The products succeeding right now will continue succeeding after the pandemic because they’re being designed for Africa’s actual conditions, not idealised versions of them. They’re recognising that constraints aren’t obstacles to work around, they’re the design brief.

Moving forward, the question for anyone building digital products for African markets shouldn’t be “How do we make our Western solution work in Africa?” It should be “How do we design specifically for African realities from day one?”

This means:

● Starting with the minimum viable connection, not the ideal one
● Designing for the oldest device in significant use, not the newest one
● Assuming intermittency in everything: power, connectivity, device access
● Building multiple interface options: app, mobile web, USSD, voice
● Understanding cultural context as deeply as technical architecture
● Testing with real users in real conditions, not lab simulations
Lessons for Designers
For my fellow designers building for African markets, these past few months have taught us that empathy isn’t enough. We can’t truly understand our users’ reality by reading about it or conducting occasional field studies. We need to design with constant awareness of:
The infrastructure we take for granted might not exist. That beautiful animation requires processing power and battery life that someone might not have. That video tutorial consumes data that someone can’t afford. That cloud-sync feature assumes connectivity that someone lacks.

The device in our hand isn’t the device in theirs. Test on the phones people actually own, running the operating systems they actually use, under the conditions they actually experience.

The solution that works elsewhere might not work here. Africa doesn’t need African versions of Western products. It needs products designed from scratch for African realities.

Constraints force creativity. The need to work on limited bandwidth, old devices, and intermittent connectivity doesn’t limit innovation; it focuses it. Some of the most elegant solutions I’m seeing are emerging from designing for constraints.

Looking Ahead
We don’t know how long this pandemic will last or what the world will look like when it ends. But we do know that the digital products being built right now are revealing a fundamental truth: Africa doesn’t have a technology problem. It has a design problem.
We have the creativity, the engineering talent, and the entrepreneurial drive. What we’ve often lacked is design thinking that starts with African reality rather than trying to retrofit African markets into Western assumptions.

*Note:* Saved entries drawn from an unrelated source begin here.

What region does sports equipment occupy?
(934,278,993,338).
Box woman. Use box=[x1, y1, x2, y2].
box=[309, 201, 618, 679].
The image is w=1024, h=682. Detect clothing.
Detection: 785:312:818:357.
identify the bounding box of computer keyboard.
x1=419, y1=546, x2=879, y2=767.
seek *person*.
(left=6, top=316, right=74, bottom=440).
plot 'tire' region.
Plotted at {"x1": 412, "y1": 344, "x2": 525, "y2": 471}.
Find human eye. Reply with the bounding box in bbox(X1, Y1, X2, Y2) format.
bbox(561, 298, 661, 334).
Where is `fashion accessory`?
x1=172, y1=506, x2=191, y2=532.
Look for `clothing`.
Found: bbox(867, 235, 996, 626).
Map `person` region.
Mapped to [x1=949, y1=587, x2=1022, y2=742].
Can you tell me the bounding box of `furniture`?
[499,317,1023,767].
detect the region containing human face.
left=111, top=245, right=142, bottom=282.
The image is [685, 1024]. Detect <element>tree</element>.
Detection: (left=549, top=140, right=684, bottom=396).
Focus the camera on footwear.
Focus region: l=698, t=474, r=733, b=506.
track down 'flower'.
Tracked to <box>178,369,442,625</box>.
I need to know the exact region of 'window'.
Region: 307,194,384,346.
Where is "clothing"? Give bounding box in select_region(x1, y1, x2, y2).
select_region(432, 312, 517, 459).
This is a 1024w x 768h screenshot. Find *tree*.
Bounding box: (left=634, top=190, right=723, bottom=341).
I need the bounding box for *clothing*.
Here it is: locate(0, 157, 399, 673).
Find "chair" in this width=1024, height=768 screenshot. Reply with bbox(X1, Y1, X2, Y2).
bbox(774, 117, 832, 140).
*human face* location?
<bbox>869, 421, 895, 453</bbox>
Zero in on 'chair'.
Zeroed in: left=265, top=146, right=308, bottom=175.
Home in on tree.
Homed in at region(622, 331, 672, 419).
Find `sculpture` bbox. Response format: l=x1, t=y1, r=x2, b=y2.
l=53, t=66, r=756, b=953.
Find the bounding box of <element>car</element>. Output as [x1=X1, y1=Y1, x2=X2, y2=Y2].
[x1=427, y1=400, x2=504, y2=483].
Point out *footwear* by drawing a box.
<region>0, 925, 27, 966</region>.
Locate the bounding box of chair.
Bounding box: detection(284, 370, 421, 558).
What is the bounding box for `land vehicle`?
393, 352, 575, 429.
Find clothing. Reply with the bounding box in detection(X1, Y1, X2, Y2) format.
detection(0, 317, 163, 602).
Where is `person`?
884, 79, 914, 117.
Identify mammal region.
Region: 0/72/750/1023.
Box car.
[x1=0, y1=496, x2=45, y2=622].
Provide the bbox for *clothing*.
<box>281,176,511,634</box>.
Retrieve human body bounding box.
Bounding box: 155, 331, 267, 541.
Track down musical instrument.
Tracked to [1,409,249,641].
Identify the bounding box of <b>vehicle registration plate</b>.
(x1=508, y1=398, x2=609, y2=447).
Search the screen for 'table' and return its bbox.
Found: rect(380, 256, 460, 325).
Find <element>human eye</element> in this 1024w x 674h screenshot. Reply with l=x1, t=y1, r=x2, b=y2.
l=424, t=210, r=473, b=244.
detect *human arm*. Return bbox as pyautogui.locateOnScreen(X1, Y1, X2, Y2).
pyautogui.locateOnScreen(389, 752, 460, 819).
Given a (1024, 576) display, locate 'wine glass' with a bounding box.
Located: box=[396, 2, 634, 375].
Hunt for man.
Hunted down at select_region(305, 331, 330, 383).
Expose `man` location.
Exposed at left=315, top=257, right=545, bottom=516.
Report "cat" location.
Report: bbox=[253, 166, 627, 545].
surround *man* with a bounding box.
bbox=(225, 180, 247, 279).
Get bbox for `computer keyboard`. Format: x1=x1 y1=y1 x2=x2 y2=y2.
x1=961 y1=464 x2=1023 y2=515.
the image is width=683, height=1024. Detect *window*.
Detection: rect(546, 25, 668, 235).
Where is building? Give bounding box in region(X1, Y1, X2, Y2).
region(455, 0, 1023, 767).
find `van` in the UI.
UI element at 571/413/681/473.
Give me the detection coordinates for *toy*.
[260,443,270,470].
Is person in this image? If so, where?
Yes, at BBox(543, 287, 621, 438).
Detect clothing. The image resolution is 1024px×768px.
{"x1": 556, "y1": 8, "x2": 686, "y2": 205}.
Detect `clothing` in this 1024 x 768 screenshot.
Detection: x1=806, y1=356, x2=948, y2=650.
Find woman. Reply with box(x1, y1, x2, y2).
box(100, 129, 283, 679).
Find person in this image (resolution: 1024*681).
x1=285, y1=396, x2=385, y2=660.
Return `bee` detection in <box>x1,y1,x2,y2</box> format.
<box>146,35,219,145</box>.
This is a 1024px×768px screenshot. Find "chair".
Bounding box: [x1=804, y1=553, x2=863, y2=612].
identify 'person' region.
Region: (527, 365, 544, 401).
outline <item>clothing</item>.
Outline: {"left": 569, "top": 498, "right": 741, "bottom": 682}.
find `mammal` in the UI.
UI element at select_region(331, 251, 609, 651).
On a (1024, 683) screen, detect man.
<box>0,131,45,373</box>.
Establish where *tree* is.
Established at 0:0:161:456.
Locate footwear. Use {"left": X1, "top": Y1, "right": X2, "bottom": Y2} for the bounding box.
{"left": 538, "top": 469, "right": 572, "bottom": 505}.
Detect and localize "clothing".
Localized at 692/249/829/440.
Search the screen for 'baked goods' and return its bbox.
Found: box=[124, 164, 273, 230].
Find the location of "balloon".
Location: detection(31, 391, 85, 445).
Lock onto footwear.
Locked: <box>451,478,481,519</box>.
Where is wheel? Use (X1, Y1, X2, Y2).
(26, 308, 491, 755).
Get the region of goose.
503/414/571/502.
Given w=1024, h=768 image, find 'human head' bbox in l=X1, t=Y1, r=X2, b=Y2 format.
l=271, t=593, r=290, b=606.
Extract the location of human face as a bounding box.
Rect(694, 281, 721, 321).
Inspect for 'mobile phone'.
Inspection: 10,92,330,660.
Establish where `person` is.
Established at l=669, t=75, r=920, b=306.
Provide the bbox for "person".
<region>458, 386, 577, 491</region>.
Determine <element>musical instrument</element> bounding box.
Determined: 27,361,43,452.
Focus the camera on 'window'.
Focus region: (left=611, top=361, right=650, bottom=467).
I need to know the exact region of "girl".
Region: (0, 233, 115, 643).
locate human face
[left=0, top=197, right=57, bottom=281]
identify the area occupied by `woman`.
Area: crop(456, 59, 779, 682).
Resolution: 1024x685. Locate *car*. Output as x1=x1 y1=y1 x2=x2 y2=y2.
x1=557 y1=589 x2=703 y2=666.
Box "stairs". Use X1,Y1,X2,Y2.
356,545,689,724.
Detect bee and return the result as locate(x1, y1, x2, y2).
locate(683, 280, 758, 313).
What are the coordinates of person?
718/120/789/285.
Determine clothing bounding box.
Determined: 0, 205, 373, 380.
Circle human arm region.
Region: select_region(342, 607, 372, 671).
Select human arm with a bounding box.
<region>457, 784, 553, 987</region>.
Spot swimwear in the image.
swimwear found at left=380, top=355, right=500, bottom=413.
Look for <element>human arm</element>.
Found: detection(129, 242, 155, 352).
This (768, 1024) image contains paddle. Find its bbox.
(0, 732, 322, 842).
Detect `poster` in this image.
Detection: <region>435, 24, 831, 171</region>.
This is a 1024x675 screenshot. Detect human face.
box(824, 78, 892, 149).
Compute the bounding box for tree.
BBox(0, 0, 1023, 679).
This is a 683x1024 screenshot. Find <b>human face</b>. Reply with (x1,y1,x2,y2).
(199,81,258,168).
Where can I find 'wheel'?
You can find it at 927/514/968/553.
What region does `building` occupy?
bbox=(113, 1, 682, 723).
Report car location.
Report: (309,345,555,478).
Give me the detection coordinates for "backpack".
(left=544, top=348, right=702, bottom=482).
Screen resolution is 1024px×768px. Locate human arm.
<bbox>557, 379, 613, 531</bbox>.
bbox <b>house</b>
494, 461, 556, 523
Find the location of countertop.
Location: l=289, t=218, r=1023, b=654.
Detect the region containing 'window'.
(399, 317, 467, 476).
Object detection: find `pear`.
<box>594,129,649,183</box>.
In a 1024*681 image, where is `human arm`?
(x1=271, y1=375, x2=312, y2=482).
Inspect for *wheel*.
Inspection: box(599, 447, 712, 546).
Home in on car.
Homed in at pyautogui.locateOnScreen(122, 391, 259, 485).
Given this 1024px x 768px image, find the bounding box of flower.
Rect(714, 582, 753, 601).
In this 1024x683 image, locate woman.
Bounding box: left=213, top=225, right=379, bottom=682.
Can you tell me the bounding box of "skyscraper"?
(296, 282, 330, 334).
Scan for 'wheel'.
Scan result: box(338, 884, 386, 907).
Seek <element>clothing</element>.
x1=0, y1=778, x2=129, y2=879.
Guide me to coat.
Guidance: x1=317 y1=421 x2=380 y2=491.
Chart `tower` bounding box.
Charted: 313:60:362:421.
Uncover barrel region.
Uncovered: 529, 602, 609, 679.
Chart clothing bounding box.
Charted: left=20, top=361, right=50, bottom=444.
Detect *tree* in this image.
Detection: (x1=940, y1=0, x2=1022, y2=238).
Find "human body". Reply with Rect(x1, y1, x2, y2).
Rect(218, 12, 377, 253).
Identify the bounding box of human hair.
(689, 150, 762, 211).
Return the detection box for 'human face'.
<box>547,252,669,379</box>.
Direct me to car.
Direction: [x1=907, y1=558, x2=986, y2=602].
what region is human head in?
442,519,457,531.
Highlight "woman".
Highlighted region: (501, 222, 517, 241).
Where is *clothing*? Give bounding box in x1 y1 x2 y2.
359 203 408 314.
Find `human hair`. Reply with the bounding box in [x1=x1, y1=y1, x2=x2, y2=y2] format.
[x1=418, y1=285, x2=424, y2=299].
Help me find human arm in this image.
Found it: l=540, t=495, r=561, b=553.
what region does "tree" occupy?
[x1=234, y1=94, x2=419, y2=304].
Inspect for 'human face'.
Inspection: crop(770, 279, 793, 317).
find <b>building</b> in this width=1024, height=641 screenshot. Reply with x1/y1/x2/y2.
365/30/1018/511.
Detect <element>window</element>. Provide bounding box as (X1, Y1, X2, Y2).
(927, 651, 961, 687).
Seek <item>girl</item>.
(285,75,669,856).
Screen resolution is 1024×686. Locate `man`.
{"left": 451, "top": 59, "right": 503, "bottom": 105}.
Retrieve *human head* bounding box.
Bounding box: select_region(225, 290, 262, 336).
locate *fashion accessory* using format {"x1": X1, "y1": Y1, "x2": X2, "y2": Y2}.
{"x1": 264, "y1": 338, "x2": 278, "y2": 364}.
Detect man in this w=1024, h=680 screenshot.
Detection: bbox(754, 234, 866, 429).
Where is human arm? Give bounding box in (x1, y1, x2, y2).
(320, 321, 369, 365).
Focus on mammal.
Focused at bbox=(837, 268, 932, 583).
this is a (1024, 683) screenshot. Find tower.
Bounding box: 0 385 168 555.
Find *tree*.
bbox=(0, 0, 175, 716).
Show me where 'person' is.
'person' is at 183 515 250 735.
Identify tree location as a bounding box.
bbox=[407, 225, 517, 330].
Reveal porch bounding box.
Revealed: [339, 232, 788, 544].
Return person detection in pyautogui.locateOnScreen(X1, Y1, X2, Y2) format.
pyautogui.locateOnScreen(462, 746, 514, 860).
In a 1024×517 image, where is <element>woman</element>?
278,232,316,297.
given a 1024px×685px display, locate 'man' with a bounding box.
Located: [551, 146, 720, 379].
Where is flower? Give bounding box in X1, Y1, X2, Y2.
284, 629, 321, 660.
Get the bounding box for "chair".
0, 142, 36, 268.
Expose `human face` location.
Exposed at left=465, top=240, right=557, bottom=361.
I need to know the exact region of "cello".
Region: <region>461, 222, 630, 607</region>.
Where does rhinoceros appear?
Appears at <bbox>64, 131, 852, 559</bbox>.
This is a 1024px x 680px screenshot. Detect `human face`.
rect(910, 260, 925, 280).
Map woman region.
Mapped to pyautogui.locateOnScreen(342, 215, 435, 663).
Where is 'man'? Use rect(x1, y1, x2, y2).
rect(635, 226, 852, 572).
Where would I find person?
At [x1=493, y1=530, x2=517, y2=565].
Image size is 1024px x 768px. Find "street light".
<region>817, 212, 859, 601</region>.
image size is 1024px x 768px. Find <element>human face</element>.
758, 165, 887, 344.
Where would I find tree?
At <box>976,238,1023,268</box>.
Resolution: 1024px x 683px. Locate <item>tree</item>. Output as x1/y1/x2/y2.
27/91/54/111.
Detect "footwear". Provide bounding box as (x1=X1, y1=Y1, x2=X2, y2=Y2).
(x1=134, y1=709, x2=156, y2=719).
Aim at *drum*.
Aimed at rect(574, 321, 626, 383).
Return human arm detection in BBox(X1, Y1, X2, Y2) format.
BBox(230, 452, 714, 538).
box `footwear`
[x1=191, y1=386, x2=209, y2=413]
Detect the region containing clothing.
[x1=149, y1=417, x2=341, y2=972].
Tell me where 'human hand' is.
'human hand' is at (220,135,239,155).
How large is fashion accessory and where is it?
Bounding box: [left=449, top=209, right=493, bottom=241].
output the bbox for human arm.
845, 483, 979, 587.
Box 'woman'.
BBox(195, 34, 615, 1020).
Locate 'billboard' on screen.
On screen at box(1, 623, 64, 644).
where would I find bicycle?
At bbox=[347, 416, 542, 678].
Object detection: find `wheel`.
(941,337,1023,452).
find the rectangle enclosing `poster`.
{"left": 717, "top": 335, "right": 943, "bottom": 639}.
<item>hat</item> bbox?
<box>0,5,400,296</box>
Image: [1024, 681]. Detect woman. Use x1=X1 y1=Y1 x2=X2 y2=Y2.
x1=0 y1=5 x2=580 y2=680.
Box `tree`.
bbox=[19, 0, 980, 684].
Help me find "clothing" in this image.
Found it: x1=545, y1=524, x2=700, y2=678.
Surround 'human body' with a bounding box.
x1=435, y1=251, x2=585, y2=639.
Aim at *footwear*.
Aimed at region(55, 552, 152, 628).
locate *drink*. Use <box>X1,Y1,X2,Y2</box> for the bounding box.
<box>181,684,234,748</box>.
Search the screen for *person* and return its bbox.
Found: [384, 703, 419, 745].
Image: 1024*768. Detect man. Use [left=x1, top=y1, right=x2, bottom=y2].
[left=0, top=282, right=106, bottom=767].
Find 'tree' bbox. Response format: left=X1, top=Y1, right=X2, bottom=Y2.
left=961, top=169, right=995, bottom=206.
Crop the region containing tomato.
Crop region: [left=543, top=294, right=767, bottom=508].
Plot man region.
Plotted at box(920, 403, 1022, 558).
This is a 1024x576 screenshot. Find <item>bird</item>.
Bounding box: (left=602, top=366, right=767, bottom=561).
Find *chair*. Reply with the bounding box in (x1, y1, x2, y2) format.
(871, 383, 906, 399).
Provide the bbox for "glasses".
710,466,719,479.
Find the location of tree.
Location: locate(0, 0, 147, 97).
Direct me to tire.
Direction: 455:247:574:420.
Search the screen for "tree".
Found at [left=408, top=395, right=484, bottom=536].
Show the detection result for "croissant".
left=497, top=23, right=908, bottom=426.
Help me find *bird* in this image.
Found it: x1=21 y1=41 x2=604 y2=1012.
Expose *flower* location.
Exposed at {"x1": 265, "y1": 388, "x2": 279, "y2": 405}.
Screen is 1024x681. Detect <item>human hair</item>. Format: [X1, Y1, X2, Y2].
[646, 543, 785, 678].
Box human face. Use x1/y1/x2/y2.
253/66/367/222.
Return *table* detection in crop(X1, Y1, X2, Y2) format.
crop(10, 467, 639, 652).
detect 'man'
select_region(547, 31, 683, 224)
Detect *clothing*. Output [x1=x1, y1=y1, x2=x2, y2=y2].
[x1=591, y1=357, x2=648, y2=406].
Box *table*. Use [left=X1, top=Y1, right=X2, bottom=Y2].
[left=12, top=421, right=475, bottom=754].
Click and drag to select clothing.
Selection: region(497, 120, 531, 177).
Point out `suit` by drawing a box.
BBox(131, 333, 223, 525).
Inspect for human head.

The pandemic is forcing a reckoning with this reality. Products that ignore it are failing. Products that embrace it are succeeding, often spectacularly.

As we build Africa’s digital future, both during this crisis and after, we can’t forget these lessons. The designers who will shape the next decade of African technology won’t be those who build the most sophisticated products. They’ll be those who build products that actually work, for the people who actually need them, under the conditions that actually exist.

COVID-19 isn’t teaching us anything new. It’s just making visible what some of us have always known: Africa doesn’t need pity or simplified versions of Western technology. It needs technology designed specifically for the African reality, not despite the constraints, but because of them.

The question isn’t whether we can build for Africa. It’s whether we’re willing to design differently than we’ve been taught. These past few months have proven that when we do, remarkable things become possible.

And we’re only just getting started.

Oluwabukunmi Victor Babatunde is a product designer and AI implementation specialist based in Lagos, Nigeria. He focuses on building digital products for African markets, with expertise in user-centred design and technology adaptation for emerging economies.